Did you spend time during this past weekend enjoying sporting events in person or on television? I was able to do both.
I’m speaking in Atlanta and Alpharetta, GA, today and tomorrow so I flew in early to spend time with my family. On Saturday, I enjoyed watching my niece coach her high school volleyball team during a tournament.
Volleyball has changed a lot since I played and coached. Athletes are much more talented. Plays have become more complex. Games are scored differently and rules have changed, too. Even if I could still play, without being totally versed in those, I’d be a significant detriment to any team.
After the volleyball action, lunch, and running a few errands, we arrived back at my brother’s home. Because we’re fans of the Big Ten and he lives where the SEC is an important division, the television was on for hours, but tuned only to football games. Dave knew which stations had which games and he deftly moved between them to keep checking the action.

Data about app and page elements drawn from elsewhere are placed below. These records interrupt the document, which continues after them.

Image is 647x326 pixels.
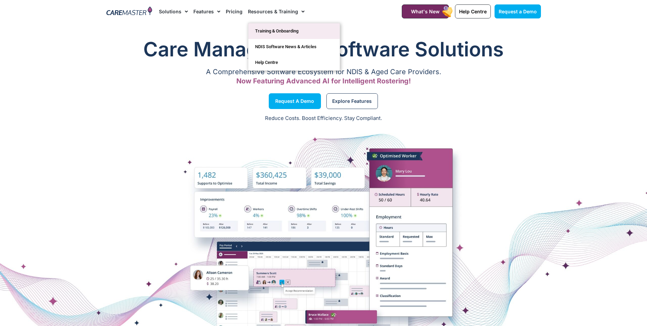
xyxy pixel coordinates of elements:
p: A Comprehensive Software Ecosystem for NDIS & Aged Care Providers. [106,70,541,74]
p: Reduce Costs. Boost Efficiency. Stay Compliant. [4,114,643,122]
span: What's New [411,9,440,14]
span: Explore Features [332,99,372,103]
span: Help Centre [459,9,487,14]
a: NDIS Software News & Articles [248,39,340,55]
span: Now Featuring Advanced AI for Intelligent Rostering! [236,77,411,85]
span: Request a Demo [499,9,537,14]
span: Request a Demo [275,99,314,103]
a: Help Centre [455,4,491,18]
a: Request a Demo [269,93,321,109]
img: CareMaster Logo [106,6,153,17]
a: Help Centre [248,55,340,70]
a: Request a Demo [495,4,541,18]
a: Explore Features [327,93,378,109]
a: Training & Onboarding [248,23,340,39]
h1: Care Management Software Solutions [106,35,541,63]
a: What's New [402,4,449,18]
ul: Resources & Training [248,23,340,71]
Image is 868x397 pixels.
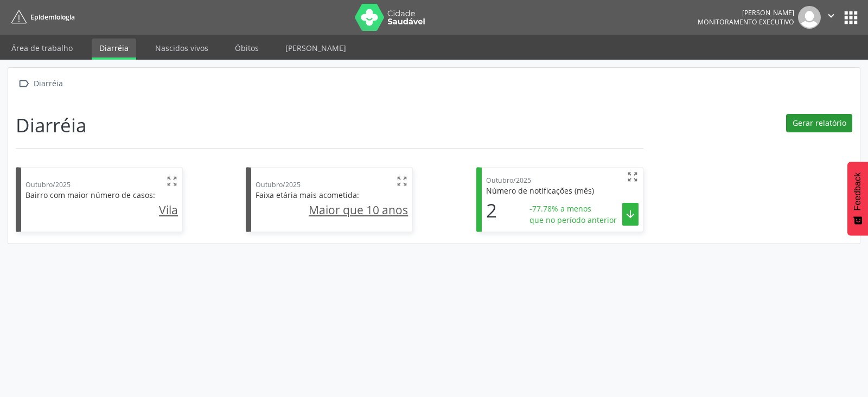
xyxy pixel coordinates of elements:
[16,167,182,232] div: Outubro/2025  Bairro com maior número de casos: Vila
[486,176,531,185] span: Outubro/2025
[798,6,820,28] img: img
[25,180,70,189] span: Outubro/2025
[396,176,408,187] i: 
[486,199,496,221] h1: 2
[166,176,178,187] i: 
[842,8,860,27] button: apps
[16,75,31,91] i: 
[227,38,266,58] a: Óbitos
[626,171,639,182] i: 
[486,185,594,196] span: Número de notificações (mês)
[825,10,837,21] i: 
[820,6,842,28] button: 
[848,162,868,235] button: Feedback - Mostrar pesquisa
[852,173,862,211] span: Feedback
[4,38,80,58] a: Área de trabalho
[786,114,852,133] button: Gerar relatório
[16,114,86,137] h1: Diarréia
[16,75,64,91] a:  Diarréia
[159,202,178,218] u: Vila
[147,38,216,58] a: Nascidos vivos
[476,167,644,232] div: Outubro/2025  Número de notificações (mês) 2 -77.78% a menos que no período anterior 
[31,75,64,91] div: Diarréia
[624,209,636,220] i: 
[246,167,413,232] div: Outubro/2025  Faixa etária mais acometida: Maior que 10 anos
[92,38,137,60] a: Diarréia
[308,202,408,218] u: Maior que 10 anos
[278,38,354,58] a: [PERSON_NAME]
[30,13,75,21] span: Epidemiologia
[8,8,75,26] a: Epidemiologia
[25,190,155,200] span: Bairro com maior número de casos:
[256,190,359,200] span: Faixa etária mais acometida:
[530,203,616,215] span: -77.78% a menos
[530,215,616,225] span: que no período anterior
[256,180,300,189] span: Outubro/2025
[697,18,794,26] span: Monitoramento Executivo
[697,8,794,18] div: [PERSON_NAME]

I lost track of how many different games he was keeping track of and how many minutes we watched football.
Do you know what made it possible to enjoy so many games at the same time? No, I’m not thinking of cable or the remote, although both are relevant. It was the fact that the rules were identical across games. Dave changed channels and we went from the Big Ten to the SEC to some independent teams. It didn’t matter. From this stadium to that. From this set of officials to that. It didn’t matter. The rules were the same.

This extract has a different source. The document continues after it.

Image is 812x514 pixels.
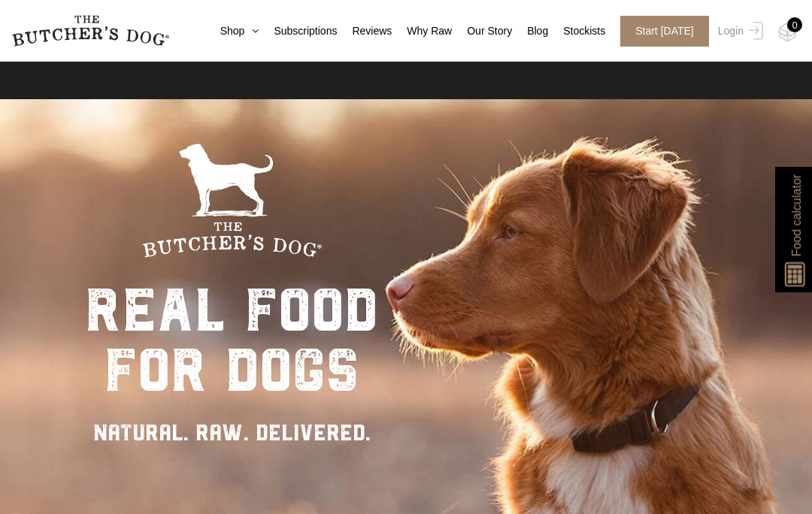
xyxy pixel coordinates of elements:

Every team we watched this weekend will play a different team next weekend. The teams be in different stadiums with different officials. It won’t matter. Football is football at the college level. Fans know what to expect. More importantly, players and coaches do, too.
Can you imagine what football or any other sport would be like if the rules and expectations changed according to the host? It would be a mess! Players wouldn’t know what would constitute a foul. If the size of fields changed or the heights of tennis or volleyball nets changed, players might be good at home and not on the road. Confusion would reign. Doubts in their ability would grow. Frustration and anger would build.
It can be the same in life, can’t it? When our children and we are treated consistently and know what to expect, we experience freedom. We’re confident and more able to take appropriate risks. If we have to move between people and places with different expectations, policies, and rules, we can become confused and discouraged. We might become angry. We may not know how to behave, especially initially.
There are times when our children and we can’t be in control and others set rules and policies. We can help children handle these times as well as possible. We can, too. I recognize how challenging these types of situations can be. What frustrates me, maybe more, are times when we could choose to be consistent with other adults and children and we’re not. Then we wonder why others don’t feel safe with us and can’t be secure and consistently successful.
There may not be much to wonder about. When people experience stress, are tentative, and get frustrated, let’s examine whether different policies, rules, and expectations are a part of the reason. If they are, let’s change what we can. Now. Okay? Great.